Success Story 

San Jose State University

 

Dr. Luis Poza

Associate Professor, Teacher of Education

“I’m invariably surprised every semester by one or two students who are really quiet, hesitant and holding back in class who then, in the annotations, just really come out of their shell.” 

How do you introduce Hypothesis social annotation in your courses?

I have a printed copy of the syllabus for them on the first day, but I also have a version of the syllabus in Hypothesis. We dedicate class time to annotating the syllabus so they can ask questions about the syllabus and practice using the tool.

Did anything surprise you about you and your students’ use of Hypothesis?

I see a pretty broad range in terms of the comments. Some people make a lot of text to self connections like, “Oh, this [teaching practice] reminds me of a teacher I had” or “I wish my schooling had been like this.” And then there are folks who use their annotations to start making connections to readings. There’s folks who are asking questions like,”What does this word mean?” And then there’s folks talking back to the theory and saying “I’m not sure if I really see the world this way. I don’t know that this author is properly accounting for some of the different pressures that teachers are under, maybe there’s more constraining teacher agency.” Based on that range, my impression is that our teacher candidates feel a sense of freedom over what goes in the annotations

What advice would you give another instructor beginning to use social annotation in their teaching?

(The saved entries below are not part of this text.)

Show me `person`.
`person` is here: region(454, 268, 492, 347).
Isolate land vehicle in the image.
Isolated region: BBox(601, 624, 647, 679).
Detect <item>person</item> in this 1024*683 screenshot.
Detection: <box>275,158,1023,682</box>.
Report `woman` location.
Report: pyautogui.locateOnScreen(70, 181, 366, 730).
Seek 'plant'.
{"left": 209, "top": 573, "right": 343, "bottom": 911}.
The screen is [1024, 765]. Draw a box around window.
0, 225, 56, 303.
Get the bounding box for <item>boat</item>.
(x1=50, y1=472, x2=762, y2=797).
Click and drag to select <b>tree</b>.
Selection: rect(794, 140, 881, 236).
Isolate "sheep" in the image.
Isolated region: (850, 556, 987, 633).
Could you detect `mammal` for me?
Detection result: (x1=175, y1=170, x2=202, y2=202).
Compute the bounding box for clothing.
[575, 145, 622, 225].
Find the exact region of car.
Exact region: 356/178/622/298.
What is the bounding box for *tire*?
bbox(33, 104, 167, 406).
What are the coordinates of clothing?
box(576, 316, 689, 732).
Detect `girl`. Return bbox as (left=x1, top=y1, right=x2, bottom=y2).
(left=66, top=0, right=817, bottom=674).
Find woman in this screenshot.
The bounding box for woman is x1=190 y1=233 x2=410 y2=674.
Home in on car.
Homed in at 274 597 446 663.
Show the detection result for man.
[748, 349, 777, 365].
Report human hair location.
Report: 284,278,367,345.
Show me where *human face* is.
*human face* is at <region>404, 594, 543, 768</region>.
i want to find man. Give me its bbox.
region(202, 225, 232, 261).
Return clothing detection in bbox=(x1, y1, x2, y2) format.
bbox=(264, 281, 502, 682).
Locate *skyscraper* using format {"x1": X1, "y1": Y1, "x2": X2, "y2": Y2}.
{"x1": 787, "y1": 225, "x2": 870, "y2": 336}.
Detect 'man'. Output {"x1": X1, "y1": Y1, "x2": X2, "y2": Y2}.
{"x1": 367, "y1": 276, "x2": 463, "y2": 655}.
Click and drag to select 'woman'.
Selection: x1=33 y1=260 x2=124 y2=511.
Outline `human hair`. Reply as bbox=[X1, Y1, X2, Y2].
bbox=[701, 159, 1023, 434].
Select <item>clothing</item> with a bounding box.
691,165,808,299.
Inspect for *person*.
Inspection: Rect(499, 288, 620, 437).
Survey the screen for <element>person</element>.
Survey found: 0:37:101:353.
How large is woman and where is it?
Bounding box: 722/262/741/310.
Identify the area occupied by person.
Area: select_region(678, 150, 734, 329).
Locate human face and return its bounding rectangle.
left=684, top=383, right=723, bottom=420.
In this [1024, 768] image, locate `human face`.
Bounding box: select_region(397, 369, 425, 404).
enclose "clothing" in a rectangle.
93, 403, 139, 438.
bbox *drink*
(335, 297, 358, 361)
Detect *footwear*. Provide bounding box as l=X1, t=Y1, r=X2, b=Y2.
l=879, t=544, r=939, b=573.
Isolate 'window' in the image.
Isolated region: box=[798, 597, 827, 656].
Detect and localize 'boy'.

Initially I thought this was going to be this nice magic thing that I roll out, and the students all start talking to each other. It really surprised me that I have to get in there, too, to push the conversation. I really have to build that culture, that learning is happening in the annotations. This isn’t just a threaded discussion where they post their thing, post their one response to a peer’s thing, and then walk away from it. To really get something from this tool you have to treat it like a conversation, and take time to build the culture of valuing annotation as a learning opportunity and learning activity.